Attention Score in Context

This research output has an Altmetric Attention Score of 3. This is our high-level measure of the quality and quantity of online attention that it has received. This Attention Score, as well as the ranking and number of research outputs shown below, was calculated when the research output was last mentioned on 13 May 2024.
All research outputs
#15,134,988
of 25,928,676 outputs
Outputs from Progress in Oceanography
#899
of 2,007 outputs
Outputs of similar age
#3,783
of 10,065 outputs
Outputs of similar age from Progress in Oceanography
#3
of 17 outputs
Altmetric has tracked 25,928,676 research outputs across all sources so far. This one is in the 41st percentile – i.e., 41% of other outputs scored the same or lower than it.
So far Altmetric has tracked 2,007 research outputs from this source. They typically receive a little more attention than average, with a mean Attention Score of 5.0. This one has gotten more attention than average, scoring higher than 54% of its peers.

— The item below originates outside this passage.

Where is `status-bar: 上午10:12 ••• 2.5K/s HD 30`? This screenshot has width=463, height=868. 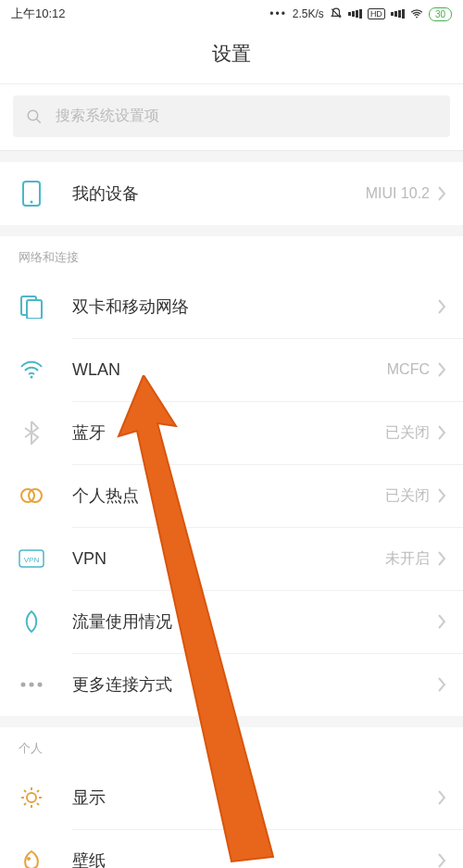 status-bar: 上午10:12 ••• 2.5K/s HD 30 is located at coordinates (232, 14).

Older research outputs will score higher simply because they've had more time to accumulate mentions. To account for age we can compare this Altmetric Attention Score to the 10,065 tracked outputs that were published within six weeks on either side of this one in any source. This one has gotten more attention than average, scoring higher than 61% of its contemporaries.
We're also able to compare this research output to 17 others from the same source and published within six weeks on either side of this one. This one has done well, scoring higher than 82% of its contemporaries.